Monday, January 21, 2008

Krugman

On how stupid Bush is for trying to sell us again on a silly IRS check as "stimulus":
Stimulus issues

The big problem with attempts to provide temporary economic stimulus is how to ensure that the money gets spent. As Milton Friedman pointed out 50 years ago, consumers tend to base their spending on “permanent income” — the income they expect to have over the long run — rather than their income in any given year. So an $800 check from the Treasury tends, other things equal, to be mostly saved rather than spent.

How does one get around this?

One answer is that not everyone bases spending on permanent income. In particular, people who don’t have a savings cushion and can’t borrow (or can only borrow at high credit-card rates) may be “liquidity constrained,” spending less than they’d like to given their permanent income. For example, a laid-off worker who expects to get another job eventually, but meanwhile is running low on savings, is very likely to spend an extra check.

Another answer is for the government to spend the money directly — or simply refrain from spending cuts that would otherwise happen. For example, state and local governments, which aren’t supposed to run deficits, may be forced to slash spending in a recession; aid to these governments can avert these spending cuts, which is a real plus for the economy.

All of this suggests that if you want a stimulus plan to actually affect demand, it should focus on people likely to be liquidity constrained and on sustaining government spending.

But — you knew this was coming, didn’t you? — it seems that the Bush administration wants to restrict the plan to income tax rebates. This means excluding the people most likely to be liquidity-constrained — because people having a bad year probably won’t owe income taxes that year — and shying away from any aid to direct government spending.

The point is that the debate over exactly how the $145 billion or whatever gets allocated is not, as some might think, a second-order issue. It’s probably at the heart of whether this plan has any real effect.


**ABOUT THIS TASK**
What lines below contain the string "solid"? List them all.

Dataset entries on figures:
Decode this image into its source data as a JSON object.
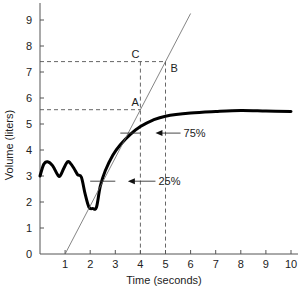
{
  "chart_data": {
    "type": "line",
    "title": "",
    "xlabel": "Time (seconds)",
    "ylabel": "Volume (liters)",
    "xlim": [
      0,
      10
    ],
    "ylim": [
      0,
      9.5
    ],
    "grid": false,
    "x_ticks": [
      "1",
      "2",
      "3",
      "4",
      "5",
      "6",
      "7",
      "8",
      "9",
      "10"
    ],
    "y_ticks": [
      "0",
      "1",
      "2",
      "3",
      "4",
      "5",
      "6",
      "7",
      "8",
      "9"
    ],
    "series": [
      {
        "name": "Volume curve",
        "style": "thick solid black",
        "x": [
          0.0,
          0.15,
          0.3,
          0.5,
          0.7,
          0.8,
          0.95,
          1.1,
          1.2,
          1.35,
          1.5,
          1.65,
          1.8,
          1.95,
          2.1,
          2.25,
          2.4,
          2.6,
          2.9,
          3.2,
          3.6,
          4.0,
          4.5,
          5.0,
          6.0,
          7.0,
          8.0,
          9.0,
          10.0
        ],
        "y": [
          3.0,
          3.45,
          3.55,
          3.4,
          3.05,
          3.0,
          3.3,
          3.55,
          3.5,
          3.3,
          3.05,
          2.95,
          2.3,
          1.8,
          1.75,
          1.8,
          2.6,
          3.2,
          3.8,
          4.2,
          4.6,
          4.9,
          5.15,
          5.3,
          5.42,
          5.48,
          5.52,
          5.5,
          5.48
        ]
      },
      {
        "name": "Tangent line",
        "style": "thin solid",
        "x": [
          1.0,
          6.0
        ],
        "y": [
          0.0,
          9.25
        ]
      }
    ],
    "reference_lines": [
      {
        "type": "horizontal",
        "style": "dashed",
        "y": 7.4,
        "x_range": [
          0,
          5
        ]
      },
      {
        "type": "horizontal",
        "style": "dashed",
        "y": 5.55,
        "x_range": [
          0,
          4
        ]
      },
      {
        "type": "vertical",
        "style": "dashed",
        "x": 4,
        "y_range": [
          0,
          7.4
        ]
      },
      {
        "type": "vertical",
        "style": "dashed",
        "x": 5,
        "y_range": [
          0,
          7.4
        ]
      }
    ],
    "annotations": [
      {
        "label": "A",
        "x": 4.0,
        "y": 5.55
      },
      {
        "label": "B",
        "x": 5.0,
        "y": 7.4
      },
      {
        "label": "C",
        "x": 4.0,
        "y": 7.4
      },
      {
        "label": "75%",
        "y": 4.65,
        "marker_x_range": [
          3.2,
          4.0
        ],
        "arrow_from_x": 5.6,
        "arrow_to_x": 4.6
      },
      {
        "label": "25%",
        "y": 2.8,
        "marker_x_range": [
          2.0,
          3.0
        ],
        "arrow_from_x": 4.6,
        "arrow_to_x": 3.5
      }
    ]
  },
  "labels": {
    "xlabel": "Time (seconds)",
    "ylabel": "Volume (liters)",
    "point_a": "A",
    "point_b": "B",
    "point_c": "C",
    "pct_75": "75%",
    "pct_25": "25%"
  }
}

--

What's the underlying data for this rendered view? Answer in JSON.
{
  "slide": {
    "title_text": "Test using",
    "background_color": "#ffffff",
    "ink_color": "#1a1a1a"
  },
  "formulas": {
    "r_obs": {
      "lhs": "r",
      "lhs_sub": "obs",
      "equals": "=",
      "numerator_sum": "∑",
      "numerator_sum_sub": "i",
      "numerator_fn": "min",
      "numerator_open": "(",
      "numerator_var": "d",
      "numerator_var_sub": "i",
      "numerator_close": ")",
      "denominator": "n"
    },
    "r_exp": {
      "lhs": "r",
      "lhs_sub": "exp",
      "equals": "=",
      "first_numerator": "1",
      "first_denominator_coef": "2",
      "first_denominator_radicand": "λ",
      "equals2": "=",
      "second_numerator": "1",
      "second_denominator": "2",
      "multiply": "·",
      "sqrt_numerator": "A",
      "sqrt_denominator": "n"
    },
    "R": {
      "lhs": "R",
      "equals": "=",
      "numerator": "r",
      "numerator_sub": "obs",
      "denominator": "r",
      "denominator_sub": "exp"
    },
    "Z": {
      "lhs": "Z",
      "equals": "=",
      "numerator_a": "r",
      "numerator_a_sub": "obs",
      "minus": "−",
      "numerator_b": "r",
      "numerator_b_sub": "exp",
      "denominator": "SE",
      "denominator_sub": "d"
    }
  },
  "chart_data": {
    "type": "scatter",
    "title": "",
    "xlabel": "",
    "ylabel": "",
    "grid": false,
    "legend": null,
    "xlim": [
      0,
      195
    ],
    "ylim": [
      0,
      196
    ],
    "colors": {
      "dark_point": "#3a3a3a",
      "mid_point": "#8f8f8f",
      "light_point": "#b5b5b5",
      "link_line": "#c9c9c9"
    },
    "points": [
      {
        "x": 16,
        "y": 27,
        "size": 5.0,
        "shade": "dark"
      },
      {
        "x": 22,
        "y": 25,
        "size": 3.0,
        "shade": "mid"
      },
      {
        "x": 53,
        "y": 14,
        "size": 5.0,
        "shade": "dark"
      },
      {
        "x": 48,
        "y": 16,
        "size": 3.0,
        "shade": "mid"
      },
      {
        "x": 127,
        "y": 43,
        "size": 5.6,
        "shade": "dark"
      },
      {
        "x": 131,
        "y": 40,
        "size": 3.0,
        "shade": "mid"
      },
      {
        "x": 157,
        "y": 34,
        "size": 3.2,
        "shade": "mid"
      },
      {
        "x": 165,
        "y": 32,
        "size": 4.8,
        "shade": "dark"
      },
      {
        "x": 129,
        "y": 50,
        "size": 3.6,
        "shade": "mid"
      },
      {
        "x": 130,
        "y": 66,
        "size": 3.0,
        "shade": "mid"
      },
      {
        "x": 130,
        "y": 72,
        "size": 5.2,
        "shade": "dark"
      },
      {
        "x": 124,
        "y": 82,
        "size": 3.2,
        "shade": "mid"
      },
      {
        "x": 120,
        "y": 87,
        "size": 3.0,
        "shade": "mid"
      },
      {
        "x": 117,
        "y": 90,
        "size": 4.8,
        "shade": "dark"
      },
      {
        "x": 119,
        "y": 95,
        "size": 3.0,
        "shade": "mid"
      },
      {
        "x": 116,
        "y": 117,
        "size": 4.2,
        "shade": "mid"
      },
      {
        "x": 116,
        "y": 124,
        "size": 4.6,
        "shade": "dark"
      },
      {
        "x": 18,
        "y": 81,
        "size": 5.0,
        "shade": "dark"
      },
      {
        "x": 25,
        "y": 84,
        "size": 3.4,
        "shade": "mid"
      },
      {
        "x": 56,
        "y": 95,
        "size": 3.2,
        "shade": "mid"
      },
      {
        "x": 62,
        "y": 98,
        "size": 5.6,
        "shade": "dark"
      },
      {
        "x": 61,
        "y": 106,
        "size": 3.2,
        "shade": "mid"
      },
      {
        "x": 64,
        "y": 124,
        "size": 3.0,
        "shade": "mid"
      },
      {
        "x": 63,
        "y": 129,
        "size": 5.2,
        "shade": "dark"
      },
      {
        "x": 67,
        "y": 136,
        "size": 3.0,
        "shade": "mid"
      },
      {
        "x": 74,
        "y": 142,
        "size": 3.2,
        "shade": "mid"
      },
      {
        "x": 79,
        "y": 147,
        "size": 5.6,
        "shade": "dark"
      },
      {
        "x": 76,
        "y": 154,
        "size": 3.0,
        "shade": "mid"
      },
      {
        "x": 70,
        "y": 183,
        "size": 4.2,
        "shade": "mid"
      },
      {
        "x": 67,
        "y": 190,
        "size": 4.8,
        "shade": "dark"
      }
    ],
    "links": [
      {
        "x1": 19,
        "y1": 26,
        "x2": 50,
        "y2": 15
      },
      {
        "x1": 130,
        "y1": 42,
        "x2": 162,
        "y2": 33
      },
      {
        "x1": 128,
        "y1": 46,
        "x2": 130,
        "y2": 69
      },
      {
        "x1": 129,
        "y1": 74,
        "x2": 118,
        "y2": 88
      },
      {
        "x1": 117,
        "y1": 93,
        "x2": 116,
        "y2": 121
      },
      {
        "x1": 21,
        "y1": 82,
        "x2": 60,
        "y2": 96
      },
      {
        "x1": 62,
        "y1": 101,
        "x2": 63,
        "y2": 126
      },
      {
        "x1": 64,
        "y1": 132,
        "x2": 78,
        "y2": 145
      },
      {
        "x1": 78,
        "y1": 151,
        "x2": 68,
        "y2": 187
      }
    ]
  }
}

--

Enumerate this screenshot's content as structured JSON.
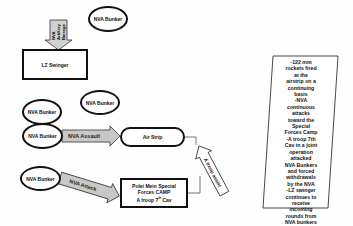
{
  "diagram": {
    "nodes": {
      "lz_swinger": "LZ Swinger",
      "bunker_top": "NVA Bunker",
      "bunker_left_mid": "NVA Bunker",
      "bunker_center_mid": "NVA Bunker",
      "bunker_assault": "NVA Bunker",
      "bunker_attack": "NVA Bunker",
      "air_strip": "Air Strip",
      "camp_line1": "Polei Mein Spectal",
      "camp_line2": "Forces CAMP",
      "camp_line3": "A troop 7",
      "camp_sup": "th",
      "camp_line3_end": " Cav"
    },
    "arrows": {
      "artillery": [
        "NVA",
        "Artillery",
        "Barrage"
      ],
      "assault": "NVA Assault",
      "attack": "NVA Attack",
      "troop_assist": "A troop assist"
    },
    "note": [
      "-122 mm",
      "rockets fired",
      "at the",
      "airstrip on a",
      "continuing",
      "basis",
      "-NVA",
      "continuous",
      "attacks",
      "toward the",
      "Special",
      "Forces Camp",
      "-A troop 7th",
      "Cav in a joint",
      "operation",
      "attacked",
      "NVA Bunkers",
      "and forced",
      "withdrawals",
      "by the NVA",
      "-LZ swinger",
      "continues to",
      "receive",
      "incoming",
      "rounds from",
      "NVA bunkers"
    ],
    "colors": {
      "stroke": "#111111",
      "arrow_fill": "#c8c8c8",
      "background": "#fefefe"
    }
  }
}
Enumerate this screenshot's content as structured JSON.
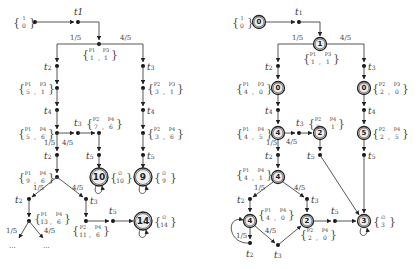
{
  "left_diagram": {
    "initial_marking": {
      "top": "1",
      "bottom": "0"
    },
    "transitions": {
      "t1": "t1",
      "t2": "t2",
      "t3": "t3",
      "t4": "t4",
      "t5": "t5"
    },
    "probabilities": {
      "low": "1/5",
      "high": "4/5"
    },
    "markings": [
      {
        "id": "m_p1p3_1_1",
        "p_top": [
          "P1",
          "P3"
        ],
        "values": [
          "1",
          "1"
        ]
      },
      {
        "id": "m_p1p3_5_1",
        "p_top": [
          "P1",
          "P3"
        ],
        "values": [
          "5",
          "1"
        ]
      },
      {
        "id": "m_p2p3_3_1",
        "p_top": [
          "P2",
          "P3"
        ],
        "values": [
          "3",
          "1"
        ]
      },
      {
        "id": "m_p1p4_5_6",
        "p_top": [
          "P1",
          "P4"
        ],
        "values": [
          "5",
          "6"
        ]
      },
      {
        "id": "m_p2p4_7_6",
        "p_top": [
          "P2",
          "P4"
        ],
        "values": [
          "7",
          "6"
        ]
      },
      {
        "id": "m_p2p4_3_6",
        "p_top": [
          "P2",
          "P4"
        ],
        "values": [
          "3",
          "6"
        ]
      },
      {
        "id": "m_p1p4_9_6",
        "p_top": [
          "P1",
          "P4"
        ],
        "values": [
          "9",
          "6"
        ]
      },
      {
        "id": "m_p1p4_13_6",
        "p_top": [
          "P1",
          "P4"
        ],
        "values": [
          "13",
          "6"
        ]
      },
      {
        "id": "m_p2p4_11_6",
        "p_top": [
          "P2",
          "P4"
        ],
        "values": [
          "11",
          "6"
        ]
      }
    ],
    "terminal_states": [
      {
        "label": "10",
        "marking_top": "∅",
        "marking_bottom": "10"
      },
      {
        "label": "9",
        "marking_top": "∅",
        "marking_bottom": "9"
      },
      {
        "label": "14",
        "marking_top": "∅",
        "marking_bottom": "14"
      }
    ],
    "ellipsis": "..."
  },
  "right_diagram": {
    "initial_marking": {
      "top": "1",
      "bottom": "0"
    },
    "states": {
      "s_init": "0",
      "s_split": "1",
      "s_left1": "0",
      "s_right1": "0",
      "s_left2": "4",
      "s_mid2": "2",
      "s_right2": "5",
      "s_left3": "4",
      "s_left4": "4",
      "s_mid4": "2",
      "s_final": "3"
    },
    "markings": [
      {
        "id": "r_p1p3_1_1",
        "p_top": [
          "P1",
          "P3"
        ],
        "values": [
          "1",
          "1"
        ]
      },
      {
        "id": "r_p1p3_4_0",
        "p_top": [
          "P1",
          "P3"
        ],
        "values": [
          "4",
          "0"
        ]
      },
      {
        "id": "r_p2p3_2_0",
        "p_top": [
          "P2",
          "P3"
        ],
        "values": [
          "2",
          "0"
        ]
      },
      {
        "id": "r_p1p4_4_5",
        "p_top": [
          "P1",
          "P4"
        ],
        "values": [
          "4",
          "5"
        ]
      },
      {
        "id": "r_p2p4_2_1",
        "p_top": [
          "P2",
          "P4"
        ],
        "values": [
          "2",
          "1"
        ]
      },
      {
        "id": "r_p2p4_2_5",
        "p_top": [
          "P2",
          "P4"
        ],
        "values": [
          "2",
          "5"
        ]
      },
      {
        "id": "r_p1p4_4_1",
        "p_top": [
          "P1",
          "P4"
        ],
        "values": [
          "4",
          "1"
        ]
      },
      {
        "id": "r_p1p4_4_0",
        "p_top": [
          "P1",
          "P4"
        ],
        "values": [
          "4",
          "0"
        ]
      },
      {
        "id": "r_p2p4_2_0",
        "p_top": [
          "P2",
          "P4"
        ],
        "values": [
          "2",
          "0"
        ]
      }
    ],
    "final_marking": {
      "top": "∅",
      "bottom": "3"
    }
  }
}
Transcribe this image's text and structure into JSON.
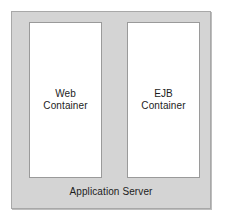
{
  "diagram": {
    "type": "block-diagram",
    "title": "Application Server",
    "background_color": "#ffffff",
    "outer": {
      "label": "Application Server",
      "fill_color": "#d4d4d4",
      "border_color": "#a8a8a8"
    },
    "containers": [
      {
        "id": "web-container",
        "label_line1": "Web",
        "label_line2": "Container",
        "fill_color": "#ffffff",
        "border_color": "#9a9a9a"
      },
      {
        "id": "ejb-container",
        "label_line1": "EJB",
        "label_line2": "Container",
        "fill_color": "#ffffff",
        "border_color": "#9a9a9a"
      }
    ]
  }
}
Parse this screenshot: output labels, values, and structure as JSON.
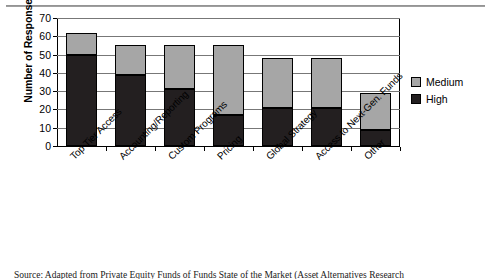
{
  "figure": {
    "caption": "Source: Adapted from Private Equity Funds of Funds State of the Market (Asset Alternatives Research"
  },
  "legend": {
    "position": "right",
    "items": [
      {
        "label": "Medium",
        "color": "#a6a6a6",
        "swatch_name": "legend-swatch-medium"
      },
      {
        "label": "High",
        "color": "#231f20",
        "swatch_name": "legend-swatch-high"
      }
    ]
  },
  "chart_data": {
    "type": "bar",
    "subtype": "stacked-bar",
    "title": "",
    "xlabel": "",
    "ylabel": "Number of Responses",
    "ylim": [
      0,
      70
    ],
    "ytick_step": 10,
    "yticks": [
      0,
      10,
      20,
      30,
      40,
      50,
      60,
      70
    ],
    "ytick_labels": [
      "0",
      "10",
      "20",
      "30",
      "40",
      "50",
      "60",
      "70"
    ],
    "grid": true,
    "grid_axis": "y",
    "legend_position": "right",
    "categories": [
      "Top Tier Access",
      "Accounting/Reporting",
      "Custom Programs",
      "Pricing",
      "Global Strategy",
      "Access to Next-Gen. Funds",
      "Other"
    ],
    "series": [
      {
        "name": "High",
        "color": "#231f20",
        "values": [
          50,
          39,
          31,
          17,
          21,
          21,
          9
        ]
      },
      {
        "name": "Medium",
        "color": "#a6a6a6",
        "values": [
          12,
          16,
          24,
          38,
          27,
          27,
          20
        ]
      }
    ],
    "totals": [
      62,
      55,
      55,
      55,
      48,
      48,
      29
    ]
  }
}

**REPLY TO THE TASK**
        "style": "thick solid black",
        "style": "thin solid",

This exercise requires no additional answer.